With the hedge funds gone and banks fleeing the scene like rats from a sinking ship, the next wave of capital for a largely cash-strapped film industry will come from the mobile telephony sector, according to a leading Hollywood executive.

'A lot of it will be tied to technology and the next source will be mobile - it's just a question of when,' The Film Department CEO Mark Gill told attendees at the Film Finance Forum in Century City hosted by Winston Baker [March 11.]

'Film will come in on your mobile via broadband and you'll be able to run it through your television or project it onto a larger screen,' Gill said.

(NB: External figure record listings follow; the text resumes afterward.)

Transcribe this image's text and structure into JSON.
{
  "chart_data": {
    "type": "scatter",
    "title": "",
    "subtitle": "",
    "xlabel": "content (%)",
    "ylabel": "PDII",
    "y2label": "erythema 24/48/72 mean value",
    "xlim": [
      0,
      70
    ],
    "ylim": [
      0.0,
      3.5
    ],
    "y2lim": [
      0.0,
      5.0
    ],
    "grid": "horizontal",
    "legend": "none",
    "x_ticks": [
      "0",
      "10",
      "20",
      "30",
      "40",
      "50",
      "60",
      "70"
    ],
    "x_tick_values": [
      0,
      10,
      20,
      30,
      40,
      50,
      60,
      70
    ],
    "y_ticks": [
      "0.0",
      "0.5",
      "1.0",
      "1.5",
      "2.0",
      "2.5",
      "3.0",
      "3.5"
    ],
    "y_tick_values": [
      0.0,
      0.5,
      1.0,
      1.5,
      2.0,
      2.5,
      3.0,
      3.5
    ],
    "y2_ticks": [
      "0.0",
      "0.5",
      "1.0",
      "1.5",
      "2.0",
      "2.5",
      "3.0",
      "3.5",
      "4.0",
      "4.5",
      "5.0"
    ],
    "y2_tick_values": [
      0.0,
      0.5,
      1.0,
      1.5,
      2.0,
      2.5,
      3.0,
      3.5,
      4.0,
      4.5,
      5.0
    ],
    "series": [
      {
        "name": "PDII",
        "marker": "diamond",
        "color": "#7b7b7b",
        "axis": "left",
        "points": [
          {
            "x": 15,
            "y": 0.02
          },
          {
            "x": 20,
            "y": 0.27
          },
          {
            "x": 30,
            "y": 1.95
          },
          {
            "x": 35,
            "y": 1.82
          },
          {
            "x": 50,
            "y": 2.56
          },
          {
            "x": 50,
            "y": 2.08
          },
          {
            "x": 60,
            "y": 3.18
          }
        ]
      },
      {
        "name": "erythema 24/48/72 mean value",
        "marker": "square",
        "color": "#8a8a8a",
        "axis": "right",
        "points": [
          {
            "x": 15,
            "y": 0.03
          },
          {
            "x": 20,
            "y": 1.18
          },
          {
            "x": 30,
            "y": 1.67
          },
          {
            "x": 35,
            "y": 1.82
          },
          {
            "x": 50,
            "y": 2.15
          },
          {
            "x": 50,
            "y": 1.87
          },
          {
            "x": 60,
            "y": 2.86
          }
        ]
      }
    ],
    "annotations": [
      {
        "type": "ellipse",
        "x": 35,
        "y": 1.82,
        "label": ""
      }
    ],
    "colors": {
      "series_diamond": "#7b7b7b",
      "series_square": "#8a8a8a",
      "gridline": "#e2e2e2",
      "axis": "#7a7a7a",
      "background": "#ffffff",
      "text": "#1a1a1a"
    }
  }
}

Moments earlier in what may be an unrelated development the executive said he understood that a $1.2bn deal was 'making its way towards the market', although the nature of that deal and the parties involved remained unclear.

Gill added his voice to the majority who believe that Asia and the Middle East are the financial hubs that look most likely to emerge as new powerhouses and remarked that his own company is funded from entities within the two regions.

Earlier fellow panelist Bryan LaCour, the senior vice-president, entertainment finance manager at Union Bank Of California, iterated a common theme that would be picked up by others throughout the day when he said the slate deal was dead - at least for now.

'The financial institutions providing senior debt that remain in Hollywood have historically been asset lenders and the banks who have exited the business were more active in the slate deals,' LaCour said. 'So unless more banks jump into the business I don't see slate deals coming back into play.'

Tuning to the question of where investors are finding value in Hollywood Isaac Palmer, the managing director of boutique investment bank Mesa, said investors had trained their sights on the secondary markets. 'They're finding value in things like discounted deals for film libraries and bank loans these days,' Palmer said.

J P Morgan Securities managing director Clark Hallren said fear was the 'overwhelming' driving force behind the entertainment finance market, however Myles Nestel, CEO of the single-picture financier Oceana Media Finance CEO, remained upbeat.

'There's still an independent film business and people are still putting money to work,' Nestel said, stressing the need to align with quality projects and stay out of the volume business. He added that 'smart equity that doesn't invest blindly in an asset slate' and considered investing in distressed assets would survive.